There’s a gardening aphorism—“The best time to plant a tree?  Twenty years ago. And the second-best time to plant a tree? Now.” This month I’m looking back twenty years to my local Northwest experts—Roger Gossler of Gossler Farms, and Harold Greer of Greer Gardens who recommended that I plant these four small trees. Thanks, gentlemen, for the good advice.

And because now is the second-best time, I advise you to add these choice trees to your spring planning list. All top out at between 12 and 30 feet, have white scented flowers, golden or red fall color, and grow in full sun to partial shade.

  • Cercidiphyllum japonicum var. pendulum (Zones 4-8) – I planted this weeping katsura near my water fountain where its pendant branches mimic a waterfall.

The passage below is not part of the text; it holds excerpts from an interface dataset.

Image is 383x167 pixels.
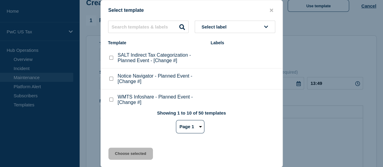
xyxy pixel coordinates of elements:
div: Template [108,40,205,45]
input: WMTS Infoshare - Planned Event - [Change #] checkbox [109,98,113,101]
p: WMTS Infoshare - Planned Event - [Change #] [118,94,205,105]
button: Choose selected [108,148,153,160]
p: SALT Indirect Tax Categorization - Planned Event - [Change #] [118,52,205,63]
p: Showing 1 to 10 of 50 templates [157,110,226,115]
input: Notice Navigator - Planned Event - [Change #] checkbox [109,77,113,81]
p: Notice Navigator - Planned Event - [Change #] [118,73,205,84]
div: Labels [211,40,275,45]
input: SALT Indirect Tax Categorization - Planned Event - [Change #] checkbox [109,56,113,60]
div: Select template [101,8,283,13]
input: Search templates & labels [108,21,189,33]
span: Select label [202,24,229,29]
button: Select label [195,21,275,33]
button: close button [268,8,275,13]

This four-season beauty features bare cascading limbs in winter, pink buds in spring, and heart-shaped gray green leaves that dance on their stems in the slightest breeze all summer. But the best show comes in autumn when the dried foliage gives off a cotton candy scent. Then, one cold night, the katsura drops all its leaves at once. It’s the tidiest tree I know.
  • Davidia involucrata (Zones 6-9) – The white dove tree is a slow grower. It took seven years in my garden before I saw my first bloom, which looks like a white handkerchief suspended among the large heart-shaped leaves.  I love it for its provenance. Nineteenth-century plant hunter E.H.Wilson discovered it in the back-of-the-beyond in China, but when he returned for seed, he found that the  original tree had been cut down to make a house that stood nearby. You’ll be glad Wilson persevered and eventually brought back seeds.
  • Franklinia alatahama (Zones 6-9) – Although available by mail-order, this slow-maturing American native is even more rare—it hasn’t grown in the wild since it was discovered on the banks of the Alatahama River in Georgia in the 1700s by John Bartram, King George III’s naturalist. Named for Bartram’s friend, Ben Franklin, the tree’s yellow and white blossoms appear in late fall to very early spring here in the Northwest.
  • Styrax japonicus ‘Carillon’ (Zones 5-9) – This elegant weeping tree resides in a tiny circle-in-the-square garden my daughter Annie designed on the north side of our house. She was only seven years old when she spotted the snowbell tree among my gallon-can purchases from Gossler Farms—the kid has good taste—and insisted it be the centerpiece of her garden. Now, arching branches bloom with clusters of white bellflowers every June.